Thursday, March 24

Jazz and the Grid


Jazz is my favorite musical genre. Be-Bop and Swing era artists are usually the top of my playlist (although I'm a sucker for a Diana Krall torch song). The aspect of jazz that appeals most to me is the loose, improvisational nature. Start with 2 parts tight rhythmic groove, add 1 part simple melody and mix generously with 4 parts musical shenanigans.


Jazz relies heavily on soloing. Most jazz tunes have more bars dedicated to solos than anything else. But always there is the underlying rhythm and song structure that keeps the identity of the song intact. The solos are always framed around a melodic idea. Every time Duke Ellington and his orchestra played C Jam Blues, the experience was unique, but you always knew what song it was. Ben Webster would take that melody all over the country-side (sometimes into the next county) and back again, yet it was always familiar. The groove was intact.


Most creative endeavors need that underlying groove for structure. I find I'm more creative in my work when I have limitations and boundaries. While this seems to be at odds with the idea that creativity is limitless exploration, it really isn't. Adding a wall or two to the beginning of the process provides direction and focus for the artist's energies.

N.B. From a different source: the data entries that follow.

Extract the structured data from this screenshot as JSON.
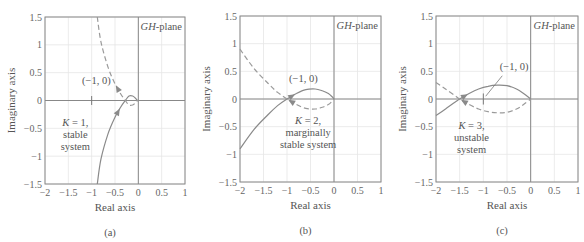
{
  "figure": {
    "panels": [
      {
        "id": "a",
        "caption": "(a)",
        "plane_label_prefix": "GH",
        "plane_label_suffix": "-plane",
        "xlabel": "Real axis",
        "ylabel": "Imaginary axis",
        "point_label": "(−1, 0)",
        "annotation_lines": [
          "K = 1,",
          "stable",
          "system"
        ]
      },
      {
        "id": "b",
        "caption": "(b)",
        "plane_label_prefix": "GH",
        "plane_label_suffix": "-plane",
        "xlabel": "Real axis",
        "ylabel": "Imaginary axis",
        "point_label": "(−1, 0)",
        "annotation_lines": [
          "K = 2,",
          "marginally",
          "stable system"
        ]
      },
      {
        "id": "c",
        "caption": "(c)",
        "plane_label_prefix": "GH",
        "plane_label_suffix": "-plane",
        "xlabel": "Real axis",
        "ylabel": "Imaginary axis",
        "point_label": "(−1, 0)",
        "annotation_lines": [
          "K = 3,",
          "unstable",
          "system"
        ]
      }
    ],
    "x_ticks": [
      "−2",
      "−1.5",
      "−1",
      "−0.5",
      "0",
      "0.5",
      "1"
    ],
    "y_ticks": [
      "1.5",
      "1",
      "0.5",
      "0",
      "−0.5",
      "−1",
      "−1.5"
    ]
  },
  "chart_data": [
    {
      "type": "line",
      "title": "GH-plane, K = 1, stable system",
      "xlabel": "Real axis",
      "ylabel": "Imaginary axis",
      "xlim": [
        -2,
        1
      ],
      "ylim": [
        -1.5,
        1.5
      ],
      "grid": true,
      "annotations": [
        "(−1, 0)",
        "K = 1, stable system"
      ],
      "critical_point": [
        -1,
        0
      ],
      "series": [
        {
          "name": "Nyquist (ω > 0)",
          "style": "solid",
          "x": [
            -0.88,
            -0.8,
            -0.65,
            -0.5,
            -0.38,
            -0.28,
            -0.2,
            -0.12,
            -0.06,
            -0.03,
            0.0
          ],
          "y": [
            -1.5,
            -1.05,
            -0.6,
            -0.3,
            -0.12,
            0.0,
            0.08,
            0.08,
            0.04,
            0.01,
            0.0
          ]
        },
        {
          "name": "Nyquist mirror (ω < 0)",
          "style": "dashed",
          "x": [
            -0.88,
            -0.8,
            -0.65,
            -0.5,
            -0.38,
            -0.28,
            -0.2,
            -0.12,
            -0.06,
            -0.03,
            0.0
          ],
          "y": [
            1.5,
            1.05,
            0.6,
            0.3,
            0.12,
            0.0,
            -0.08,
            -0.08,
            -0.04,
            -0.01,
            0.0
          ]
        }
      ]
    },
    {
      "type": "line",
      "title": "GH-plane, K = 2, marginally stable system",
      "xlabel": "Real axis",
      "ylabel": "Imaginary axis",
      "xlim": [
        -2,
        1
      ],
      "ylim": [
        -1.5,
        1.5
      ],
      "grid": true,
      "annotations": [
        "(−1, 0)",
        "K = 2, marginally stable system"
      ],
      "critical_point": [
        -1,
        0
      ],
      "series": [
        {
          "name": "Nyquist (ω > 0)",
          "style": "solid",
          "x": [
            -2.0,
            -1.7,
            -1.4,
            -1.2,
            -1.0,
            -0.8,
            -0.6,
            -0.4,
            -0.25,
            -0.12,
            -0.04,
            0.0
          ],
          "y": [
            -0.9,
            -0.55,
            -0.28,
            -0.12,
            0.0,
            0.1,
            0.17,
            0.18,
            0.15,
            0.1,
            0.04,
            0.0
          ]
        },
        {
          "name": "Nyquist mirror (ω < 0)",
          "style": "dashed",
          "x": [
            -2.0,
            -1.7,
            -1.4,
            -1.2,
            -1.0,
            -0.8,
            -0.6,
            -0.4,
            -0.25,
            -0.12,
            -0.04,
            0.0
          ],
          "y": [
            0.9,
            0.55,
            0.28,
            0.12,
            0.0,
            -0.1,
            -0.17,
            -0.18,
            -0.15,
            -0.1,
            -0.04,
            0.0
          ]
        }
      ]
    },
    {
      "type": "line",
      "title": "GH-plane, K = 3, unstable system",
      "xlabel": "Real axis",
      "ylabel": "Imaginary axis",
      "xlim": [
        -2,
        1
      ],
      "ylim": [
        -1.5,
        1.5
      ],
      "grid": true,
      "annotations": [
        "(−1, 0)",
        "K = 3, unstable system"
      ],
      "critical_point": [
        -1,
        0
      ],
      "series": [
        {
          "name": "Nyquist (ω > 0)",
          "style": "solid",
          "x": [
            -2.0,
            -1.8,
            -1.6,
            -1.5,
            -1.3,
            -1.1,
            -0.9,
            -0.7,
            -0.5,
            -0.3,
            -0.15,
            0.0
          ],
          "y": [
            -0.3,
            -0.18,
            -0.06,
            0.0,
            0.1,
            0.18,
            0.23,
            0.25,
            0.24,
            0.18,
            0.1,
            0.0
          ]
        },
        {
          "name": "Nyquist mirror (ω < 0)",
          "style": "dashed",
          "x": [
            -2.0,
            -1.8,
            -1.6,
            -1.5,
            -1.3,
            -1.1,
            -0.9,
            -0.7,
            -0.5,
            -0.3,
            -0.15,
            0.0
          ],
          "y": [
            0.3,
            0.18,
            0.06,
            0.0,
            -0.1,
            -0.18,
            -0.23,
            -0.25,
            -0.24,
            -0.18,
            -0.1,
            0.0
          ]
        }
      ]
    }
  ]
}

Many times the walls have to do with more "technical" restraints; the simple frame of a canvas or the complex 7-column grid of a brochure layout. I'm in the midst of a 20-page brochure. Each page has pretty much exactly the same elements (headline, main visual, body copy, pull-quote, company division ID). Because I've placed that 7-column grid underneath, each page is also a unique layout, with nothing repeated from spread to spread. I can riff around the design's melody and everyone still can recognize the song.


Another advantage to placing boundaries in the creative process is that it provides a starting point for the brain. The blank, white page staring at you is much more daunting when there is no starting direction. Free Jazz (my least favorite) tries to build a song on nothing. The players just jam without any underlying musical structure at all, and it's hard on the ears to all but a few.


2 Comments:

jabbott said...

Very true points, both on the jazz and the idea of constraints in art and design. They do make my work more interesting, although the client-created constraints can become overly confining at times.

Back to jazz - Mingus, Blakey, and Coltrane are all favorites of mine.

3:40 PM  
Kristian said...

I love Coltrane and Blakey. To be honest, I haven't listened to much of Mingus' work for some weird reason.

Ella Fittzgerald, Duke Ellington and Count Basie are my favorties.